Pentagon succeeds in test of ‘missile shield’
Targets China, N. Korea
(front page)
 
BY RÓGER CALERO  
The U.S. military carried out a successful anti-ballistic missile test September 1. It was another step by Washington toward building a weapons system that could shoot down incoming long-range missiles, and give U.S. imperialism nuclear first-strike capacity.

The test came a few days after a visit to Alaska by Russian defense minister Sergei Ivanov, who met with U.S. defense secretary Donald Rumsfeld at Fort Greeley. The bulk of the ground-based interceptors for the system are located there.

Following the meeting, Ivanov told reporters at an August 27 news conference that he and Rumsfeld discussed “missile defense cooperation,” among other issues.

Washington has drawn a number of governments—more and more including Moscow—into collaboration in establishing the missile shield, offering them inclusion in a U.S. nuclear umbrella the system is designed to establish.

Rumsfeld made no attempt to disguise which states are among the prime targets of this effort.

“We’ve seen very recently in the press a good deal of activity in North Korea with respect to ballistic missiles…and in Iran, with their public desire to have a nuclear program and their reasonably advanced missile capabilities,” Rumsfeld told the media August 27. “We’ve also seen, I’m told, something in the neighborhood of 4,000 missiles launched by Hezbollah into northern Israel…. So it’s clear that the problem of the proliferation of ballistic missile technologies and weapons of mass destruction technologies is a real one.”

In the press conference with his Russian counterpart, Rumsfeld also said Washington was exploring the possibility of improving its own ballistic missile arsenal by creating an intercontinental missile with a conventional warhead instead of a nuclear one.
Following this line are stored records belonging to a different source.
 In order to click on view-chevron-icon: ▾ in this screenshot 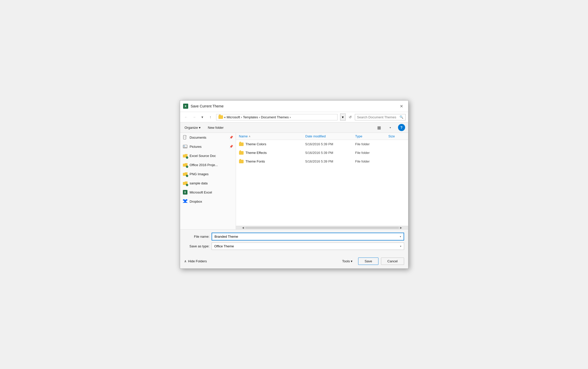, I will do `click(390, 127)`.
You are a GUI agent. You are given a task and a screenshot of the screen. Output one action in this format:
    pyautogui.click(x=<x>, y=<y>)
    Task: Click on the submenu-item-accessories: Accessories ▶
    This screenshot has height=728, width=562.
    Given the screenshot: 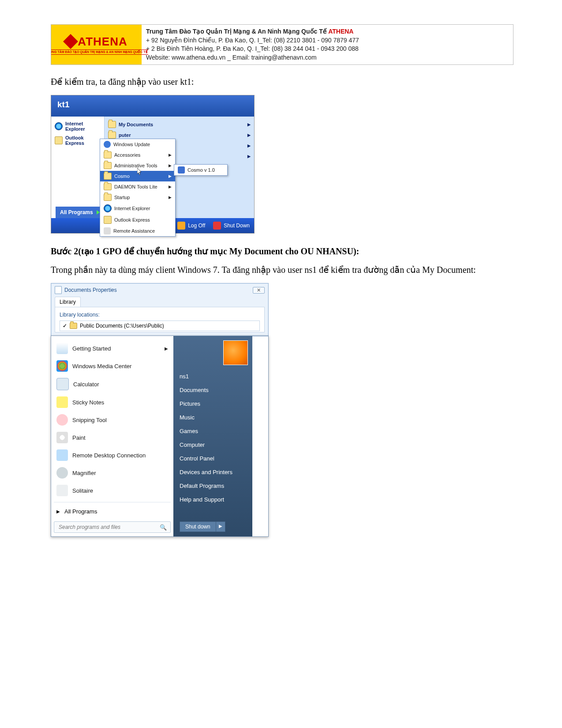 What is the action you would take?
    pyautogui.click(x=138, y=155)
    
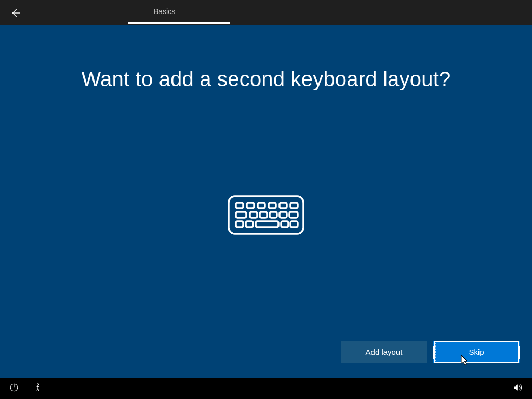 This screenshot has height=399, width=532. Describe the element at coordinates (266, 12) in the screenshot. I see `top-bar: Basics` at that location.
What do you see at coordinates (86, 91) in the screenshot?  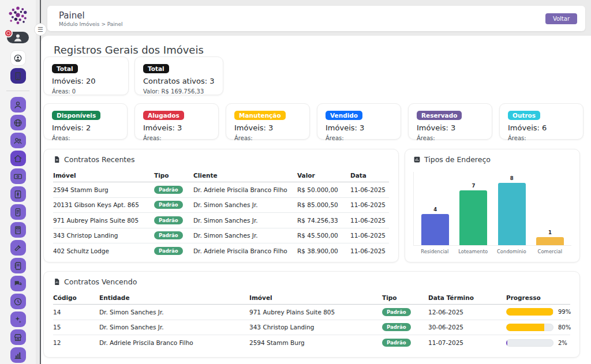 I see `card-secondary-text: Áreas: 0` at bounding box center [86, 91].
He said it doesn’t matter that those facing such an attack might assume it was facing a nuclear assault since “there are only a few countries that would have the ability to do anything about it.”
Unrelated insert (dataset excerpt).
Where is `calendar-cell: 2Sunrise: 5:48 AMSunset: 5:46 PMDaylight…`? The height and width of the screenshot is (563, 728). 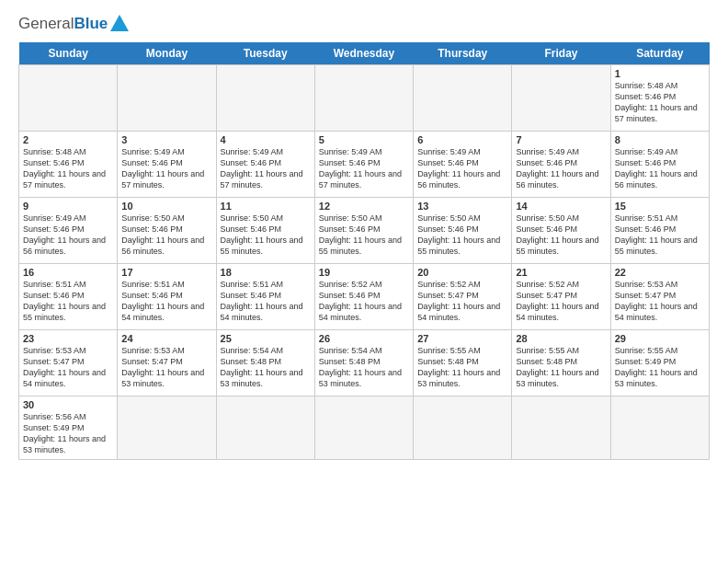
calendar-cell: 2Sunrise: 5:48 AMSunset: 5:46 PMDaylight… is located at coordinates (68, 165).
The target missile in the test was launched from Alaska and reportedly followed a trajectory similar to the path a missile fired from north Korea might follow in an attack on West Coast cities. It was shot down by an interceptor missile launched from Vandenberg Air Force Base in California, reported the September 2 Washington Post.

The test is “about as close as we can come to an end-to-end test of our long-range missile defense system,” said U.S. Air Force Lt. Gen. Henry Obering.
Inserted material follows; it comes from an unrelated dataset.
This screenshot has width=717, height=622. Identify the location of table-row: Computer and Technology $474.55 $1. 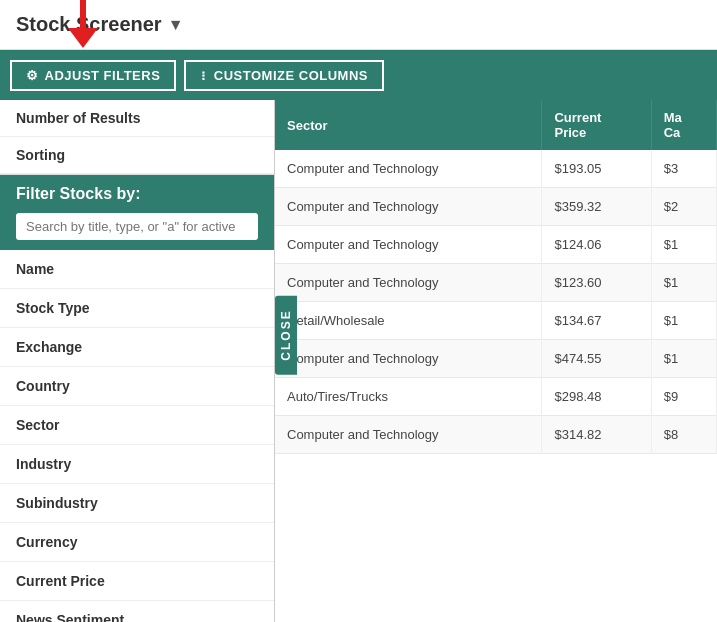
(496, 359).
Washington has received the strongest support for the missile weapons system from the Japanese rulers. In late June, Tokyo and Washington signed an agreement to jointly produce antiballistic missiles, and to deploy Patriot Advanced Capability-3 (PAC-3) missiles on U.S. bases in Japan. The U.S. military has also positioned Aegis-class ships off the Korean coast equipped with radar to detect missile launches.

The Indian government has offered its strong backing for the missile shield as well. “Many forget that Mr. Bush spent his first nine months in office thinking up ways to contain China, which he branded a ‘strategic competitor,’” said the August 31 Financial Times. “One such method was to boost funding for Star Wars II, an anti-ballistic missile system that—if it ever worked—would partly be aimed at blunting China’s nuclear reach. India was one of the first countries to welcome the system,” noted the Financial Times.

The next test, which will include “real-world” conditions, such as using decoys and other countermeasures to try to confuse the “kill vehicle,” is scheduled for December, according to Lieutenant General Obering.